Badly needed to be said? Did he think that Leahy would as a result change his position on the war become a Republican because the VP pointed out the senator’s inability to contort himself?

Evidently, the usually pompous and pious Senate Majority Leader Bill Frist (R-Tenn.) was OK with remark, too.

“With regard to the vice president’s comments, I did not hear the comments, did not witness the comments, but clearly they reflect a lot of that emotion,” he said. “Without taking one side or the other, a lot of personal feelings are being expressed, and that emotion came out by the vice president, and I’ll let the American people judge as to whether or not it was warranted.”
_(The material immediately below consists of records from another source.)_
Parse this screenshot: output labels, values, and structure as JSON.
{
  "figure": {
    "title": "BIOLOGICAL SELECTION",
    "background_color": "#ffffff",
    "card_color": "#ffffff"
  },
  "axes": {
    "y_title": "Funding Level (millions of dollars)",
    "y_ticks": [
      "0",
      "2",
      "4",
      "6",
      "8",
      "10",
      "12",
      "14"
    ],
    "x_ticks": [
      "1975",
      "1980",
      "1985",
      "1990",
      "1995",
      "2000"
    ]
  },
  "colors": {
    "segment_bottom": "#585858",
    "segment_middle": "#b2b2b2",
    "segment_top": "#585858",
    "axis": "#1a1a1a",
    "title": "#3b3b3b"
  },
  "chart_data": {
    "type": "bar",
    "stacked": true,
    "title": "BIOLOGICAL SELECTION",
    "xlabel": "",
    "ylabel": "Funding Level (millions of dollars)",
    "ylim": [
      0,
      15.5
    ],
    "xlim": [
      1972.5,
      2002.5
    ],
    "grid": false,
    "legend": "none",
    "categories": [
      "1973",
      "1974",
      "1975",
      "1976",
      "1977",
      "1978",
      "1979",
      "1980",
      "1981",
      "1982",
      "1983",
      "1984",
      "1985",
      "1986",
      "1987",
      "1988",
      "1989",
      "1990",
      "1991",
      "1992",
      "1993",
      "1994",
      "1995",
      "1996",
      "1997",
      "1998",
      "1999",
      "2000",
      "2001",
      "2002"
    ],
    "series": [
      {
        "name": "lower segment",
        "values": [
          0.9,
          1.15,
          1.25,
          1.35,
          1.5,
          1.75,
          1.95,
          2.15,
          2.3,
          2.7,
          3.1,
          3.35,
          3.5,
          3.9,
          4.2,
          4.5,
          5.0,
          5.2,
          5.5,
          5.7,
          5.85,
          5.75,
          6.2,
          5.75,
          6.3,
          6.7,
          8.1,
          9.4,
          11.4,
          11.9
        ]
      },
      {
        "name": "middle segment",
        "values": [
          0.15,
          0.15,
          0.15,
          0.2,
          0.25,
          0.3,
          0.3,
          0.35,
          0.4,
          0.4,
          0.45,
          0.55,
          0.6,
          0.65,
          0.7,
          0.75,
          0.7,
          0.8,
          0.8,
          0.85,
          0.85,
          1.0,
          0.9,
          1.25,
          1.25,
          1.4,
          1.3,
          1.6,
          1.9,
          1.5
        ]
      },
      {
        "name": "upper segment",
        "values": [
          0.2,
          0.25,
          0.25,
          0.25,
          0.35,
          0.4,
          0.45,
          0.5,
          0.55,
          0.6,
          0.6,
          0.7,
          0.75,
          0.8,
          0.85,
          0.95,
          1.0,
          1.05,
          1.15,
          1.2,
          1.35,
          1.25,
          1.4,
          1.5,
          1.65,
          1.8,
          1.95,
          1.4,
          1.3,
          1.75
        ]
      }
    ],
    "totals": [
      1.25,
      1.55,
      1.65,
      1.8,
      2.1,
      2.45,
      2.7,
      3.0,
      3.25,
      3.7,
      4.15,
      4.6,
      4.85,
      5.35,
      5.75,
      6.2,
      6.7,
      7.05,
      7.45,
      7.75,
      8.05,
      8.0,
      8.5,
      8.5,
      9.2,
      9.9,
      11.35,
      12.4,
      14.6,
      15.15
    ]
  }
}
Pressed whether he condones the use of such language in the Senate, Frist pointed out that the chamber was not in session at the time, “so I am not going to condone, I am not going to overly criticize the language that people in the — the language that people use to express themselves.”

The “Wear-my-religion-on-my-sleeve” Dubya was also sanguine about it.

On Saturday, White House spokesman Scott McClellan said President Bush had no problem with his vice president’s language. “It’s not an issue with the president,” McClellan said.

Meanwhile, The Washington Post, which set tongues a-wagging when it published the obscenity uncensored, felt the need to explain itself and address the lack of consistency that we highlighted last week.

“When the vice president of the United States says it to a senator in the way in which he said it on the Senate floor,” says Executive Editor Leonard Downie Jr., “readers need to judge for themselves what the word is because we don’t play games at The Washington Post and use dashes.” At the same time, the article recalled that in 2000 then-candidate George Bush made an off-mike comment about Adam Clymer, then a New York Times reporter, calling him a “major-league [expletive],” to which Cheney responded, “Big time.” Downie said the paper used the vulgar term for an orifice at the time and he saw no reason to repeat it in yesterday’s newspaper.

The Post also editorialized on the matter.

Whenever one of these angry moments comes along, someone points out that politics has always been rough-and-tumble, that attacks were pretty vicious in Thomas Jefferson’s day, and so on, all of which is true. It’s also true, though, as Mr. Cheney said in 2001, that there’s been less and less willingness in recent years to assume good faith on the other side, a trend that makes governing more difficult. Mr. Cheney indicated yesterday on Fox News that he has no regrets (“I felt better after I said it”), which in itself is another sad milepost.

The inability of this administration to admit fault continues to have deadly consequences, which are certainly more critical than an occasional “fuck.” But that the VP could not, as most had expected, simply say “I’m sorry I lost my temper” raises the question of whether that inability is seriously pathological.